Cap and Trade for Carbon reduction is a “government taking”.
Congress must decide on the proper valuation.
This has been the Oil&Gas industry position for decades.
The SC does mention "cap and trade" in this decision (breaks added for easier reading). (Page 29 of the decision - page 35 of the pdf).
"But just because a cap-and-trade “system” can be used to reduce emissions does not mean that it is the kind of “system of emission reduction” referred to in Section 111. Indeed, the Government’s examples demonstrate why it is not.
First, unlike Section 111, the Acid Rain and NAAQS programs contemplate trading systems as a means of complying with an already established emissions limit, set either directly by Congress (as with Acid Rain, see 42 U. S. C. §7651c) or by reference to the safe concentration of the pollutant in the ambient air (as with the NAAQS).
In Section 111, by contrast, it is EPA’s job to come up with the cap itself: the “numerical limit on emissions” that States must apply to each source. 80 Fed. Reg. 64768.
We doubt that Congress directed the Agency to set an emissions cap at the level “which reflects the degree of emission limitation achievable through the application of [a cap-and-trade] system,” §7411(a)(1), for that degree is indeterminate.
It is one thing for Congress to authorize regulated sources to use trading to comply with a preset cap, or a cap that must be based on some scientific, objective criterion, such as the NAAQS.
It is quite another to simply authorize EPA to set the cap itself wherever the Agency sees fit.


• _DIRECTIONS FOR THIS TASK_: Respond with nothing but the number of lines in this data that include the word "figure".
○ ○ ○ ○ ○ ○ ○
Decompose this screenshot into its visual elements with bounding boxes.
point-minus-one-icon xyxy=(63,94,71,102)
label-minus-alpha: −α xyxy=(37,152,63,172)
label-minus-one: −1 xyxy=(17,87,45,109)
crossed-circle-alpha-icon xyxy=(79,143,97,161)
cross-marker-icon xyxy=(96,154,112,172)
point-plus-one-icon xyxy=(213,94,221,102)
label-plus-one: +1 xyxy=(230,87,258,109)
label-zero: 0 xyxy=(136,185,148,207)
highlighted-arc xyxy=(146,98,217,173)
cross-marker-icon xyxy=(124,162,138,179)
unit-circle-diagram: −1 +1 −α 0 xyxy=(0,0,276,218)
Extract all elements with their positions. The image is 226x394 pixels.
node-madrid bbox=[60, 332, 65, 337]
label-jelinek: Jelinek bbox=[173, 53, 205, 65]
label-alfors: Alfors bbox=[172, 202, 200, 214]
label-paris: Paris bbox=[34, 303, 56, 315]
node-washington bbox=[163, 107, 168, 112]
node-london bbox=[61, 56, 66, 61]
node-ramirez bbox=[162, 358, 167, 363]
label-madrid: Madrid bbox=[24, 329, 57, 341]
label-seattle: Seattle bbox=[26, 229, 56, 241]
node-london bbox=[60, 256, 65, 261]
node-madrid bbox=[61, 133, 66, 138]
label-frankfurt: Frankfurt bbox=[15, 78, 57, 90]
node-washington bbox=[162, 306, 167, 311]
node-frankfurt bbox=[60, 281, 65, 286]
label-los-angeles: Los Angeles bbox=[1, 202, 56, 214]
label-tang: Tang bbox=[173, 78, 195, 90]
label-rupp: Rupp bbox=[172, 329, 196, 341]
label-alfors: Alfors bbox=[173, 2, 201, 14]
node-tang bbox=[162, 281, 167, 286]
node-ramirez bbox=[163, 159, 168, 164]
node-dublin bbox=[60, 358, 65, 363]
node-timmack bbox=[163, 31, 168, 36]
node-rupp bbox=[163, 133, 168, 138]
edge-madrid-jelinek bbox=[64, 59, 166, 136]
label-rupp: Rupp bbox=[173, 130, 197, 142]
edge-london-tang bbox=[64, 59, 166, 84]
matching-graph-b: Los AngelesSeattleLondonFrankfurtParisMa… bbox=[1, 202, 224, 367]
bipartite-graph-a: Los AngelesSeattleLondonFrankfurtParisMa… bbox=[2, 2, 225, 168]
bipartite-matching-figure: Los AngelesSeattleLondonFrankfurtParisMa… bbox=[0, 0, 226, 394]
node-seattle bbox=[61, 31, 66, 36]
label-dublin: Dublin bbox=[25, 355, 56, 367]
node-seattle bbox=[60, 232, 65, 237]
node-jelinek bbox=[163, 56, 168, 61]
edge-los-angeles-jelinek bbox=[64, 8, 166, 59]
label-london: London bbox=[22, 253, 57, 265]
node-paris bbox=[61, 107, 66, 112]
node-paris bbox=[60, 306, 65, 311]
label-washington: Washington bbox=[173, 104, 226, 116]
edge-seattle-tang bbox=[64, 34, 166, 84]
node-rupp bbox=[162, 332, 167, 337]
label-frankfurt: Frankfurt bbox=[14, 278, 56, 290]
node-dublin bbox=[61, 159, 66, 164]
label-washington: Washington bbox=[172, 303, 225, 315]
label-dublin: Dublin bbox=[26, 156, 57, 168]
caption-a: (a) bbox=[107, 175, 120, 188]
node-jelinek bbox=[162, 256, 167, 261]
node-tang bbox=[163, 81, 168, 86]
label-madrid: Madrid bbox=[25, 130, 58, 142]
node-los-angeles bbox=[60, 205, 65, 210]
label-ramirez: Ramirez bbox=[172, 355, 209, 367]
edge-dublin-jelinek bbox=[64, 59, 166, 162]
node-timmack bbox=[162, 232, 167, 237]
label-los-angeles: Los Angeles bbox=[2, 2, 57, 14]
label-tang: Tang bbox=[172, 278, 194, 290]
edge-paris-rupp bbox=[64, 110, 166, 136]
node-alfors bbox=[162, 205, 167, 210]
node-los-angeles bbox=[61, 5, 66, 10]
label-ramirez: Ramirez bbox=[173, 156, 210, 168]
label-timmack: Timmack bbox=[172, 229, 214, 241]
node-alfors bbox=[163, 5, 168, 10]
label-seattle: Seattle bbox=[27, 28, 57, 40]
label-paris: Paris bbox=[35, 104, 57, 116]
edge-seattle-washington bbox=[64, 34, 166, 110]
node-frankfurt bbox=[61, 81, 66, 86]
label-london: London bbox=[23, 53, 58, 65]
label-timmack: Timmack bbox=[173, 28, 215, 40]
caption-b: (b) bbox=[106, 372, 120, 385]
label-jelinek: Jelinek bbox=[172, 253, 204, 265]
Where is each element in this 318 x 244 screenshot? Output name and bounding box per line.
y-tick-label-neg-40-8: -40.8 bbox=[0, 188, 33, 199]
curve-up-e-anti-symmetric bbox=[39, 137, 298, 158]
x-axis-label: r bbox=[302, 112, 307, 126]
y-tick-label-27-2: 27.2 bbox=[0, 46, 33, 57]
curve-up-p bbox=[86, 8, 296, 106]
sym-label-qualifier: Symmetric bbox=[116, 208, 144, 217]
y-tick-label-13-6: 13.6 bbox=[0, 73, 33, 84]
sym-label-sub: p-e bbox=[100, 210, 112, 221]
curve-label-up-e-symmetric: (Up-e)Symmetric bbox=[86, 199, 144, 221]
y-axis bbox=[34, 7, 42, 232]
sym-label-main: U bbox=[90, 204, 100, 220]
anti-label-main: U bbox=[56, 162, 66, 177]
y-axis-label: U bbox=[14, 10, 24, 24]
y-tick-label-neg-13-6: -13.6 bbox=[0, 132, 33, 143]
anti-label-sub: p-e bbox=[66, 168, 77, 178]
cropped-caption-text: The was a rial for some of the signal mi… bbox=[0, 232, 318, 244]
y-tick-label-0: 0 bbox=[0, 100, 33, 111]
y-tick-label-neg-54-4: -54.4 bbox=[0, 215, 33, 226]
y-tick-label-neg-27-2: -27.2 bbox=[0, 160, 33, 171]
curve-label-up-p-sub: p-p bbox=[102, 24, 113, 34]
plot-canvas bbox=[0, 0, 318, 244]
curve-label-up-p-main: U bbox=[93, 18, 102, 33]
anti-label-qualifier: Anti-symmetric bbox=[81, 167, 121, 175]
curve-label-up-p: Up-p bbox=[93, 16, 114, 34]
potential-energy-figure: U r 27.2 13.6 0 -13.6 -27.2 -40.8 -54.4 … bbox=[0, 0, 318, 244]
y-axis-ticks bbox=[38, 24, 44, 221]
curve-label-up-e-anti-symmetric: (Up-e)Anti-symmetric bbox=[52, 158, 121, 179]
○ ○ ○ ○ ○ ○ ○
• _TASK SOLUTION_: 2